Even newer are large, electrically powered mowing robots for the fairway, comparable to the small mowers from the home garden, only considerably bigger. They can work unsupervised and so quietly that nobody is disturbed at night. Much of this is still legally in flux and expensive to purchase, but the direction is clear. Autonomous ball collectors on the driving range are heading in a similar direction.
Greenkeeping and management: the interplay
As important as the work on the course is, it does not function entirely on its own. Greenkeeping and management have to work hand in hand, because most decisions have two sides: a professional one and an economic one.
The head greenkeeper runs the entire outdoor area, from the machines to course maintenance, and carries budget responsibility, staff leadership and occupational safety. Just as important is communication. Because today more is done mechanically and less with products, they have to explain to the board why a measure is necessary, and make clear to the golfers why the course is temporarily restricted. Anyone who has ever cursed over a punched-through green after aeration knows how much this explanation is worth.
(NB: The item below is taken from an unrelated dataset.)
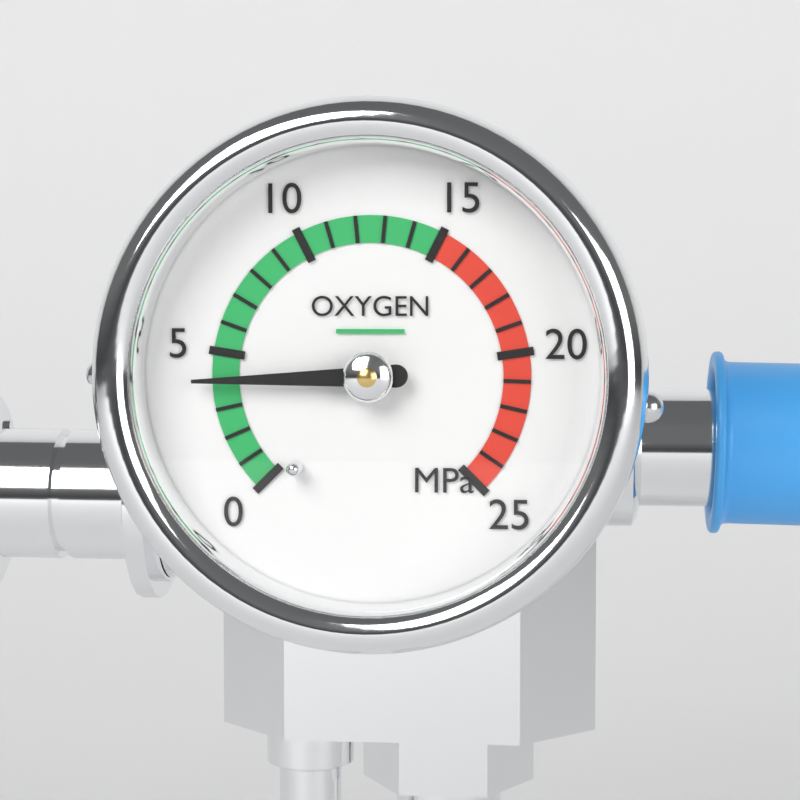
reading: 4 MPa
Conversely, it needs a management that understands the value of course maintenance and does not cut the biggest budget at the first pressure to save. Frequent board changes, cut budgets and difficult weather put greenkeepers under pressure. Where management and greenkeeping meet as equals, a course arises that lasts for years.
Frequently asked questions
What exactly does a greenkeeper do?
A greenkeeper maintains the sports turf of a golf facility and takes care of everything that keeps the course playable: mowing, watering, fertilising, aeration, bunker care and the servicing of the machines. Add to that the knowledge of grasses, soil, diseases and weather.
Why is the course so full of holes after aeration?
In aeration the soil is punched through so that air and water reach the roots again. For a few days the green looks unusual, but it is exactly this measure that keeps the turf healthy and fast in the long run.
How do golf facilities deal with water scarcity?
Through efficient, often app-controlled irrigation that supplies only dry spots, through weather data for control and through their own wells or storage ponds. The goal is to maintain a healthy course with as little water as possible.
What does GEO certification mean in golf?
GEO stands for a sustainability programme that accompanies golf facilities in systematically improving their handling of nature, resources and surroundings and demonstrating it comprehensibly.
How do you become a greenkeeper?
There is no direct apprenticeship. The typical route runs via a green occupation such as landscaping and gardening and further training building on it to become a greenkeeper and head greenkeeper. More on this you find under golf education and training.